A good example is the once frugal Marine Corps, which has been on an equipment purchasing spree. Modern USMC capabilities include the F-35B/C, MV-22 Osprey, MRC, and new MLRs. These capabilities are world-class and produce powerful battlefield effects but virtually always suffer from extended maintenance, longer crew training time, lower operational availability, and smaller production lines.
For just one comparison, today’s MV-22 costs around $80 million, while the bird it replaced, the CH-46 costs roughly $17 million in inflation-adjusted dollars. A standard Marine rotary squadron has about 12 aircraft, which means for the cost of a single MV-22 squadron, the Corps could field four CH-46 squadrons with $100 million left over to pay for more pilots.
This is not to say that the CH-46 is better.
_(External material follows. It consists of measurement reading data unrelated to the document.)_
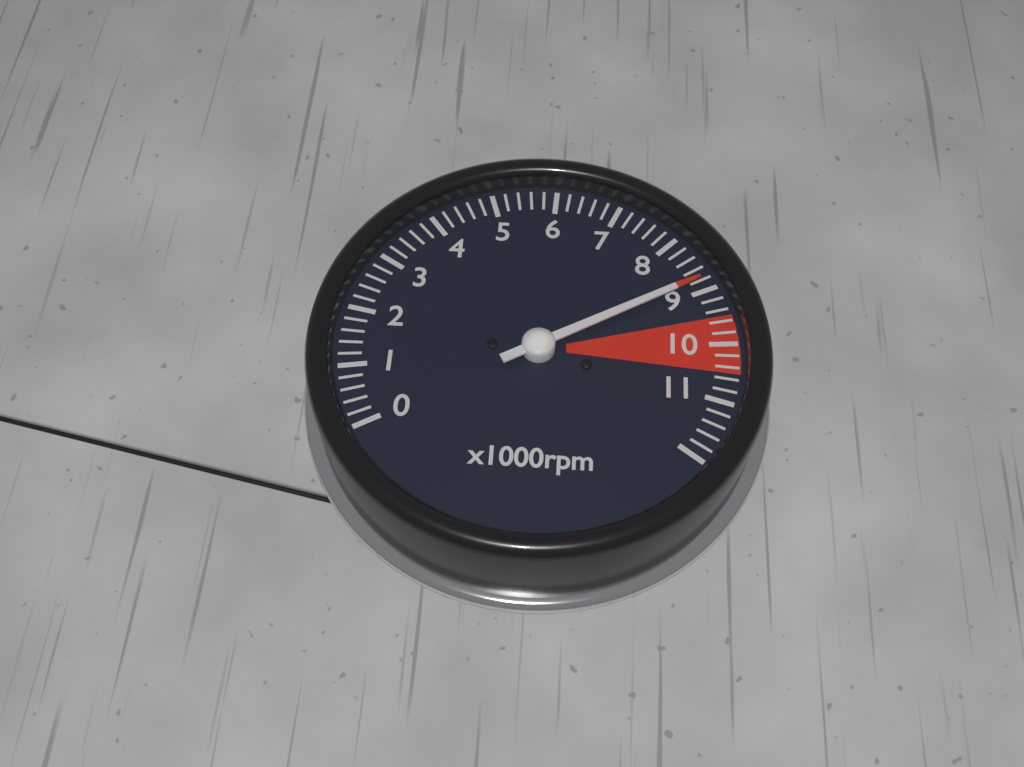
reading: 8800 rpm
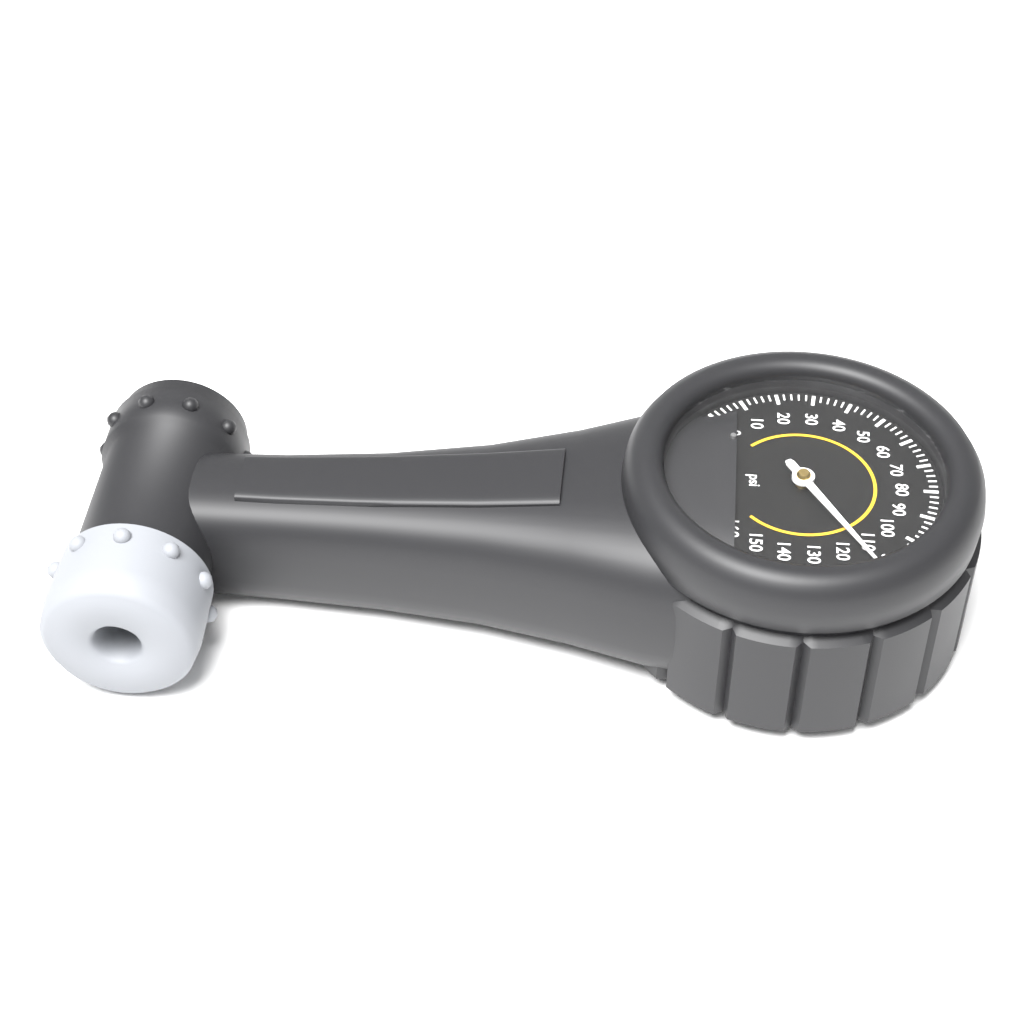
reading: 114 psi
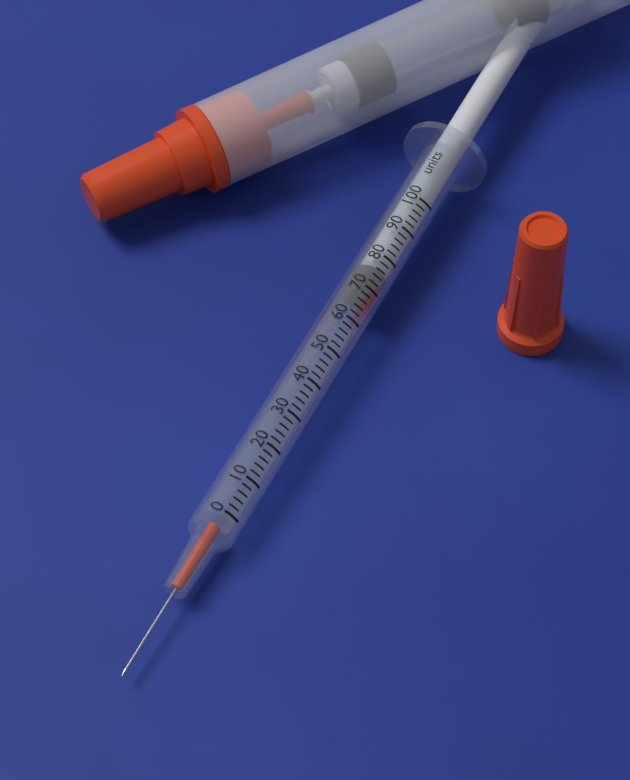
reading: 68 units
The MV-22 has significantly more endurance and speed, radically altering the operational envelope of a Marine rotor squadron. However, a better approach would be to mix the two capabilities, delivering a more flexible high and low solution to the same problem set.
The Defense Department long ago ushered out a high/low military equipment fielding strategy, preferring instead to focus on the most advanced platforms delivering the greatest technological offset.
Even when “low” platforms have been fielded, they are often immediately cancelled or delayed: see the Constellation-class Frigate and the M10 Booker. Sometimes, low platforms are so poorly thought out, they become instantly obsolete: see the Littoral Combat Ship.
Relying on high-end platforms exclusively runs major risks, making the force more brittle, unaffordable, and less available to actually fight wars - degrading American military capability.
The Weight of our Current situation - Measuring Historic Adversaries
These imbalances in the American approach have to be weighed against the potential threat. The PRC is a more powerful adversary than any the US has faced since becoming a country.
The PRC currently has a larger navy than the US growing at a much faster pace. Not a single historic adversary of the US has had such a naval headstart, including Imperial Japan. Imperial Germany, Nazi Germany, and Soviet Russia were never able to seriously contest the US at sea.
Economically, the PRC is already bigger than the US measured in some dimensions. There was no point during the Cold War where the Soviet Union enjoyed such an advantage.
Never before was the US as economically reliant on an adversary as now. All of these factors make US coercion and warfighting problems more acute.
Conclusion
The majority of these imbalances are not structural or material. They can be solved by clearer thinking on the part of US elected and military leaders. Once American leaders have a coherent strategy and operational approach, the tactical and material problems can then be solved.